Monday, November 19, 2012

Tom Wolfe’s California

This is a great article in City Journal about Tom Wolfe's writing about California. Wolfe spent much time on the West Coast delving into what made it tick.

The Second World War brought a massive wave of people to California.

These people, now revered as the “greatest generation,” built modern California. Wolfe’s essay “Two Young Men Who Went West,” the finest short history of the early Silicon Valley ever written, details the cultural baggage that Intel cofounder Robert Noyce brought with him to California from Grinnell, Iowa, after the war:

Noyce was like a great many bright young men and women from Dissenting Protestant families in the Middle West after the Second World War. They had been raised as Baptists, Methodists, Congregationalists, Presbyterians, United Brethren, whatever. They had been led through the Church door and prodded toward religion, but it had never come alive for them. Sundays made their skulls feel like dried-out husks. So they slowly walked away from the church and silently, without so much as a growl of rebellion, congratulated themselves on their independence of mind and headed into another way of life. Only decades later, in most cases, would they discover how, absentmindedly, inexplicably, they had brought the old ways along for the journey nonetheless. It was as if . . . through some extraordinary mistake . . . they had been sewn into the linings of their coats!

No single paragraph—written by Wolfe or anyone else—better explains the paradox of modern California. It was built from scratch, overnight, at the farthest reaches of the world, land’s end for Western civilization, on a foundation of virtues cultivated and nourished in Old Europe and the American heartland. But something in the character of the place and of the people who chose it drives them restlessly to seek (or invent) new virtues, new modes of living, to sweep aside all that has come before and start over, unencumbered. .. . In hindsight, it’s clear that the virtues sewn into the linings of those coats were at least as instrumental as any quality inherent in the land.

California had the cultural capital of the older dissenting Protestants, as well as the zany inventiveness of the new. I wonder if the postwar boom there was a classic example of the right degree of fluidity: rules or virtues being relaxed, but still present, as has happened before in many creative cities and places. But it is also a transitional state of mind that cannot last, any more than Venetian power or Athenian cultural supremacy.

California's history is fascinating. I read and hugely enjoyed Kevin Starr's Coast of Dreams (postwar history) and California: A History (Modern Library Chronicles) a few years ago while travelling all around the beautiful state.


# What you have to do:
Each entry that appears below should be restated word for word.

# Records excerpted from a collection:
┄┄┄┄┄┄┄┄┄┄

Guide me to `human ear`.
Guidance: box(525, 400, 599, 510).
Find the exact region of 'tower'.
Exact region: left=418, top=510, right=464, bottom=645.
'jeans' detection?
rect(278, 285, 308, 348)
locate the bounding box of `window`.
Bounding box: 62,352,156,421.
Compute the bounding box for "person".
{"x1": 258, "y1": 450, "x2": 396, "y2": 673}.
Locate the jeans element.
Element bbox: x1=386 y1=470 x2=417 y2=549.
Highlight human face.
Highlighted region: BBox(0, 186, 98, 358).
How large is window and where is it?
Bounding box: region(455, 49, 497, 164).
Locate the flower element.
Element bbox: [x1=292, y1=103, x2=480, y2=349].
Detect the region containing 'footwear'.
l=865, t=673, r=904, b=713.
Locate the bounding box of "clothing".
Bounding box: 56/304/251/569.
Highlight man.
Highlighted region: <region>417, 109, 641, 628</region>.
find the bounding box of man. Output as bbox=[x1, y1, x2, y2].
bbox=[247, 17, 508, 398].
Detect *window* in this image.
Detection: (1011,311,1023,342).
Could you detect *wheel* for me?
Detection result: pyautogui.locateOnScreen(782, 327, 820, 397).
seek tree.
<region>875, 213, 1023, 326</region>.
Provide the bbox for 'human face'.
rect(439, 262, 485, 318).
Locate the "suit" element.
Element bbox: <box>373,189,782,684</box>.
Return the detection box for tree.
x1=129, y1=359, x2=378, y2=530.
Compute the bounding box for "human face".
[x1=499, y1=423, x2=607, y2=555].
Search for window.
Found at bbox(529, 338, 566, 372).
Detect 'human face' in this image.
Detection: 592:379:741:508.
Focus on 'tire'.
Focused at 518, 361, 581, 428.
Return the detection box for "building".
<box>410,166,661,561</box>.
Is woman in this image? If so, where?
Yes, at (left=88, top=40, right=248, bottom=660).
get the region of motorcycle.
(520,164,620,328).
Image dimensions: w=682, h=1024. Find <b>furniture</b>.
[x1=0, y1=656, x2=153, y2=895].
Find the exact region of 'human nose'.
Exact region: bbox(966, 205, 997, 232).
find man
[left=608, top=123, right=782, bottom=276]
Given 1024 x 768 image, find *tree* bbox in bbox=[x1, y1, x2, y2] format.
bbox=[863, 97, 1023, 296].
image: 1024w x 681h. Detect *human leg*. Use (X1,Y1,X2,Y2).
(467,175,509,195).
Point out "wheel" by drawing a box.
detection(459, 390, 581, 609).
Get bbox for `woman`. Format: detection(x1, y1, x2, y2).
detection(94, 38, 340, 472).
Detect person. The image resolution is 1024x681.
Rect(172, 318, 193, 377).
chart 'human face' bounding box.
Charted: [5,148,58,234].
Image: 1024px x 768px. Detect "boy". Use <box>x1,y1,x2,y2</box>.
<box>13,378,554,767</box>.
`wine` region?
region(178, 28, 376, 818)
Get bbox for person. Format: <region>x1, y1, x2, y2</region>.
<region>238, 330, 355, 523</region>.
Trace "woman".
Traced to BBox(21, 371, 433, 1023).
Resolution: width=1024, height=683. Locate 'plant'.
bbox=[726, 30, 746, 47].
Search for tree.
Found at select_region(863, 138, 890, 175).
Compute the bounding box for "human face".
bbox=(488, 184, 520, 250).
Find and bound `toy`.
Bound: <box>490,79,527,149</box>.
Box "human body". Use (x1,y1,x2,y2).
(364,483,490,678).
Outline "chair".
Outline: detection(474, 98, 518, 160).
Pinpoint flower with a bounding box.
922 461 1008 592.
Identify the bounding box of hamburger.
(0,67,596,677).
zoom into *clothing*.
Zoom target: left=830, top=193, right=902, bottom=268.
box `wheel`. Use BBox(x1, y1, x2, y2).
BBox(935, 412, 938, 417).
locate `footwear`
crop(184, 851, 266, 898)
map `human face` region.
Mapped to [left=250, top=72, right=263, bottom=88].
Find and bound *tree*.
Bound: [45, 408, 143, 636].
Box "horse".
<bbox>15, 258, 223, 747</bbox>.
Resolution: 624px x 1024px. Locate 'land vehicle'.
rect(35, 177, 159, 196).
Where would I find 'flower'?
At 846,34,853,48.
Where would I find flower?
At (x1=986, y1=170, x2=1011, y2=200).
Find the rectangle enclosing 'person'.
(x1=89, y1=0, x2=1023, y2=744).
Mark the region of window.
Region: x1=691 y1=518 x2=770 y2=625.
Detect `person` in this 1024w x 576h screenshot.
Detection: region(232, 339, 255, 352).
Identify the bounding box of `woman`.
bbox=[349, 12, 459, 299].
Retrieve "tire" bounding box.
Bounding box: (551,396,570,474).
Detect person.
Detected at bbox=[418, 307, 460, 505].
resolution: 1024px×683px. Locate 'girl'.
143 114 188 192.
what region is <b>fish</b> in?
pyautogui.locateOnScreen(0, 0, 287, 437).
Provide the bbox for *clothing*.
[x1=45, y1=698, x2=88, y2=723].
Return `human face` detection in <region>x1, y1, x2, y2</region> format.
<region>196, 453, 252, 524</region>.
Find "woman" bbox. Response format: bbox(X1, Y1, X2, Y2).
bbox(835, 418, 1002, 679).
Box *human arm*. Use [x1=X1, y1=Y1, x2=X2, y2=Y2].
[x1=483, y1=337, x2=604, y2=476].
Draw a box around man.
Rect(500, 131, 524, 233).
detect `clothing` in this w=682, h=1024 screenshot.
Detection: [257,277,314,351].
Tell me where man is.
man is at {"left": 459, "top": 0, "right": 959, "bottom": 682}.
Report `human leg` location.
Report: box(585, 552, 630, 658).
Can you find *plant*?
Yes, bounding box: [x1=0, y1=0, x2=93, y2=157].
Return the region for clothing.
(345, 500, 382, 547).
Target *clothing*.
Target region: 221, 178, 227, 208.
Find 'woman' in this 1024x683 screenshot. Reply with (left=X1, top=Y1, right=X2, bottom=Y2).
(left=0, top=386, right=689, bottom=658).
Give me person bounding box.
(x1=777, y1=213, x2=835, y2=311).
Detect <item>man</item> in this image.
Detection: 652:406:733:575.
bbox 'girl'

┄┄┄┄┄┄┄┄┄┄

# Output below:
Guide me to `human ear`.
Guidance: box(525, 400, 599, 510).
Find the exact region of 'tower'.
Exact region: left=418, top=510, right=464, bottom=645.
'jeans' detection?
rect(278, 285, 308, 348)
locate the bounding box of `window`.
Bounding box: 62,352,156,421.
Compute the bounding box for "person".
{"x1": 258, "y1": 450, "x2": 396, "y2": 673}.
Locate the jeans element.
Element bbox: x1=386 y1=470 x2=417 y2=549.
Highlight human face.
Highlighted region: BBox(0, 186, 98, 358).
How large is window and where is it?
Bounding box: region(455, 49, 497, 164).
Locate the flower element.
Element bbox: [x1=292, y1=103, x2=480, y2=349].
Detect the region containing 'footwear'.
l=865, t=673, r=904, b=713.
Locate the bounding box of "clothing".
Bounding box: 56/304/251/569.
Highlight man.
Highlighted region: <region>417, 109, 641, 628</region>.
find the bounding box of man. Output as bbox=[x1, y1, x2, y2].
bbox=[247, 17, 508, 398].
Detect *window* in this image.
Detection: (1011,311,1023,342).
Could you detect *wheel* for me?
Detection result: pyautogui.locateOnScreen(782, 327, 820, 397).
seek tree.
<region>875, 213, 1023, 326</region>.
Provide the bbox for 'human face'.
rect(439, 262, 485, 318).
Locate the "suit" element.
Element bbox: <box>373,189,782,684</box>.
Return the detection box for tree.
x1=129, y1=359, x2=378, y2=530.
Compute the bounding box for "human face".
[x1=499, y1=423, x2=607, y2=555].
Search for window.
Found at bbox(529, 338, 566, 372).
Detect 'human face' in this image.
Detection: 592:379:741:508.
Focus on 'tire'.
Focused at 518, 361, 581, 428.
Return the detection box for "building".
<box>410,166,661,561</box>.
Is woman in this image? If so, where?
Yes, at (left=88, top=40, right=248, bottom=660).
get the region of motorcycle.
(520,164,620,328).
Image dimensions: w=682, h=1024. Find <b>furniture</b>.
[x1=0, y1=656, x2=153, y2=895].
Find the exact region of 'human nose'.
Exact region: bbox(966, 205, 997, 232).
find man
[left=608, top=123, right=782, bottom=276]
Given 1024 x 768 image, find *tree* bbox in bbox=[x1, y1, x2, y2] format.
bbox=[863, 97, 1023, 296].
image: 1024w x 681h. Detect *human leg*. Use (X1,Y1,X2,Y2).
(467,175,509,195).
Point out "wheel" by drawing a box.
detection(459, 390, 581, 609).
Get bbox for `woman`. Format: detection(x1, y1, x2, y2).
detection(94, 38, 340, 472).
Detect person. The image resolution is 1024x681.
Rect(172, 318, 193, 377).
chart 'human face' bounding box.
Charted: [5,148,58,234].
Image: 1024px x 768px. Detect "boy". Use <box>x1,y1,x2,y2</box>.
<box>13,378,554,767</box>.
`wine` region?
region(178, 28, 376, 818)
Get bbox for person. Format: <region>x1, y1, x2, y2</region>.
<region>238, 330, 355, 523</region>.
Trace "woman".
Traced to BBox(21, 371, 433, 1023).
Resolution: width=1024, height=683. Locate 'plant'.
bbox=[726, 30, 746, 47].
Search for tree.
Found at select_region(863, 138, 890, 175).
Compute the bounding box for "human face".
bbox=(488, 184, 520, 250).
Find and bound `toy`.
Bound: <box>490,79,527,149</box>.
Box "human body". Use (x1,y1,x2,y2).
(364,483,490,678).
Outline "chair".
Outline: detection(474, 98, 518, 160).
Pinpoint flower with a bounding box.
922 461 1008 592.
Identify the bounding box of hamburger.
(0,67,596,677).
zoom into *clothing*.
Zoom target: left=830, top=193, right=902, bottom=268.
box `wheel`. Use BBox(x1, y1, x2, y2).
BBox(935, 412, 938, 417).
locate `footwear`
crop(184, 851, 266, 898)
map `human face` region.
Mapped to [left=250, top=72, right=263, bottom=88].
Find and bound *tree*.
Bound: [45, 408, 143, 636].
Box "horse".
<bbox>15, 258, 223, 747</bbox>.
Resolution: 624px x 1024px. Locate 'land vehicle'.
rect(35, 177, 159, 196).
Where would I find 'flower'?
At 846,34,853,48.
Where would I find flower?
At (x1=986, y1=170, x2=1011, y2=200).
Find the rectangle enclosing 'person'.
(x1=89, y1=0, x2=1023, y2=744).
Mark the region of window.
Region: x1=691 y1=518 x2=770 y2=625.
Detect `person` in this 1024w x 576h screenshot.
Detection: region(232, 339, 255, 352).
Identify the bounding box of `woman`.
bbox=[349, 12, 459, 299].
Retrieve "tire" bounding box.
Bounding box: (551,396,570,474).
Detect person.
Detected at bbox=[418, 307, 460, 505].
resolution: 1024px×683px. Locate 'girl'.
143 114 188 192.
what region is <b>fish</b> in?
pyautogui.locateOnScreen(0, 0, 287, 437).
Provide the bbox for *clothing*.
[x1=45, y1=698, x2=88, y2=723].
Return `human face` detection in <region>x1, y1, x2, y2</region> format.
<region>196, 453, 252, 524</region>.
Find "woman" bbox. Response format: bbox(X1, Y1, X2, Y2).
bbox(835, 418, 1002, 679).
Box *human arm*. Use [x1=X1, y1=Y1, x2=X2, y2=Y2].
[x1=483, y1=337, x2=604, y2=476].
Draw a box around man.
Rect(500, 131, 524, 233).
detect `clothing` in this w=682, h=1024 screenshot.
Detection: [257,277,314,351].
Tell me where man is.
man is at {"left": 459, "top": 0, "right": 959, "bottom": 682}.
Report `human leg` location.
Report: box(585, 552, 630, 658).
Can you find *plant*?
Yes, bounding box: [x1=0, y1=0, x2=93, y2=157].
Return the region for clothing.
(345, 500, 382, 547).
Target *clothing*.
Target region: 221, 178, 227, 208.
Find 'woman' in this 1024x683 screenshot. Reply with (left=X1, top=Y1, right=X2, bottom=Y2).
(left=0, top=386, right=689, bottom=658).
Give me person bounding box.
(x1=777, y1=213, x2=835, y2=311).
Detect <item>man</item> in this image.
Detection: 652:406:733:575.
bbox 'girl'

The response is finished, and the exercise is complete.